Ordovician lagerstätte in Morocco
It was during the Ordovician Period that multicelled life really took off (see The Great Ordovician Diversification in the September 2008 issue of EPN), but the fossil record seems to suggest that the wonderfully diverse soft-bodies fauna of the Cambrian, exemplified by that from the Burgess Shale, didn’t survive to take part. It turns out that this may be an artefact of imperfect preservation, for a Lower Ordovician equivalent of the Burgess Shale has been unearthed in Morocco (Van Roy, P. et al. 2010. Ordovician faunas of Burgess Shale type. Nature, v. 465, p 215-218). It is just as rich and even shows more organic detail, highlighted in reds, oranges and yellows because iron sulfide that mineralised soft parts has since been gently oxidised. A fascinating link with the Burgess Shale is that the fossil taxa from the Moroccan lagerstätte are related to those in that most famous Middle Cambrian rock unit.

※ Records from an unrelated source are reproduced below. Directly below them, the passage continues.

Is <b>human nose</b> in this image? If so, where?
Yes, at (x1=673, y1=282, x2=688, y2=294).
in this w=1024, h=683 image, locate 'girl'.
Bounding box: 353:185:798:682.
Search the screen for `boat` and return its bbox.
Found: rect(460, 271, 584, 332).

On the subject of exceptionally preserved fossil material, one of the Burgess Shale oddities, new specimens of Nectocaris pteryx allow a detailed reconstruction. What a stunning beast! This 5 cm stem-group cephalopod had two tentacles, enormous stalked eyes and a funnel shaped device that may have been for squid-like jet propulsion. Reconstruction of its back-end suggests a cuttlefish-like means of propulsion by a flap of tissue around the main body, but with no sign of any stiffening ‘bone’.

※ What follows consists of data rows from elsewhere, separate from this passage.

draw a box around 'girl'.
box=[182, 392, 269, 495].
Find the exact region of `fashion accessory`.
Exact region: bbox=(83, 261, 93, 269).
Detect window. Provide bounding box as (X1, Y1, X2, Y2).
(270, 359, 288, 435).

Possible abiotic mechanisms for DNA splitting and cell membranes
The central feature of the DNA helix is its ability to ‘unzip’ and recombine as part of the replication that is essential for all known living things. In doing this, DNA copies itself. It is one thing to deduce this from DNA’s structure and the meiotic aspect of reproduction, but quite another to figure out how it might have arisen. An experiment that mimics conditions in porous sea-floor lava – a temperature gradient and small-scale convection inside a capillary tube – shows that this lengthways splitting does occur on the hot side of the gradient. On the cool arm of the convection the halved ribbons of DNA reassemble (Mast, C.B. & Braun, D. 2010. Thermal trap for DNA replication. Physical Review Letters, v. 104, p. 188102-188105). This is a long way from life’s origin and even that of DNA as an isolated entity without a cell, but perhaps one step towards a better understanding of both. It seems pretty certain from a range of evidence – e.g. heavy metal centred proteins and heat-shock proteins – that life sprang from physical and chemical processes around hot vents on the ocean floor. What’s next on the experimental agenda: membranes to bag-up genetic material such as DNA as a precursor to the cell? It’s been done (Budin, I. et al. 2009. Formation of protocell-like vesicles in a thermal diffusion column) using fatty acids that are relatively easy to generate abiotically. Some can transform into flexible membranes that curve in on themselves – amphiphiles – and vesicles of these formed in Budin et al.’s capillary tubes.